Thousands of people have taken part in large protests expressing concerns about the effects of immigration in both Carrickmacross, Co Monaghan and Letterkenny in Co Donegal.
Yesterday afternoon, Letterkenny was “brought to a standstill” by the protest march according to Donegal Live. Organiser Kim McMenamin told Gript that they estimated more than 1500 had taken part, and said that the “massive” turnout showed that people “had enough of mass immigration and of Irish people being pushed aside.”
Addressing criticisms said that the protest was opposing migrants, Mr McMenamin said that “no-one was opposed to hard-working, decent people”, but that mass migration was being facilitated and imposed by the government on Irish communities while “our own people are being forced to emigrate”. He said, as an example, that nurses had been forced abroad to work elsewhere by recruitment freezes and government failure to meet housing and other needs, and said that a small section of Irish society was using mass migration to avail of cheaper labour and profit ftom asylum accommodation while drastically changing the make-up of Irish society.
In common with the huge crowds attending a match in Dublin last week, protesting the government’s policies on immigration and housing, the Letterkenny march was a sea of tricolour.
“We own this country, it does not belong to the government,” Mr McMenamin told the crowd. “Our energy must be directed at the government, not the people.”
As was also expressed in Carrickmacross, speakers were strongly critical of those who were seen to be profitting from the provision of asylum accommodation.
Mr Mc Menamin said that “in every town across the country, people had had enough of the government and of how Irish people were being treated like second class citizens”.
Donegal Live reported that in excess of 1,200 people had taken part in the rally opposing the states’s immigration policies while an opposing protest, billed as an anti-racism event and supported by several TDs, including Thomas Pringle who attended, gathered several hundred.
CARRICKMACROSS
The Carrickamcross Community Watch group said that they had called the protest in response to an increase in criminal activity in the area, and urged politicians and Gardaí to listen to their concerns.
Local radio station Northern Sound said that “over 800 people gathered at Cloughvalley Park in the town for the peaceful assembly prior to marching a number of streets including the main street”, while local Councillor Séamus Treanor told Gript said that the crowd had swelled to more than a thousand as more people joined in.
The crowd chanted “Whose town?” Our town” as the march moved through the town, as well as “get them out”, a chant, organisers told Gript was aimed at the government who were “not listening”.
“It was a fantastic turnout for Carrickmacross,” Cllr Treanor said, saying that people were upset and angry and felt the government were not listening to them.
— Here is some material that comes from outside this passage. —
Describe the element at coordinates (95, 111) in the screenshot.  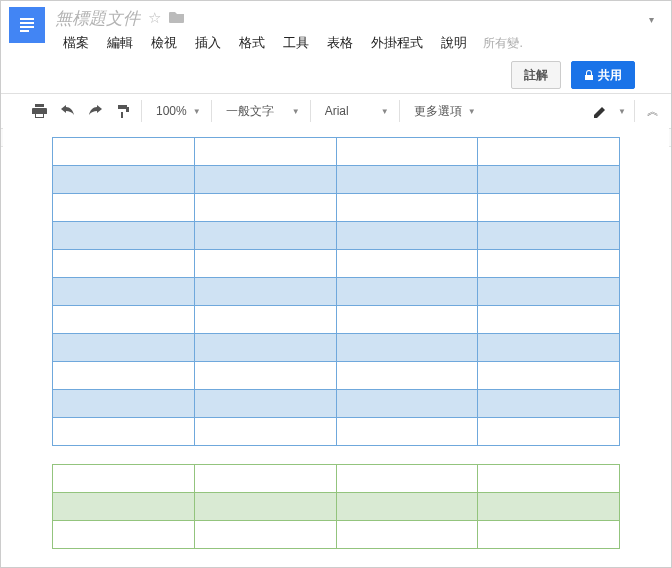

He said a small number of people were profitting from the current situation regarding immigration while Irish people couldn’t get housing.
Prior to the march, local man Paul Carvill told Northern Sound that he felt certain landlords were “bringing in people from all over the world” and that had caused a “dramatic shift” in the town, with “a lot more crime” leaving people in the town “very angry”.
He said that women won’t walk alone in the town and parents are fearful to allow their children outside. “Social cohesion in Carrick is gone,” he said, adding that this was a pattern he had noticed in small towns across the country.
A poster advertising the protest on Friday said that it sought to make the town safe.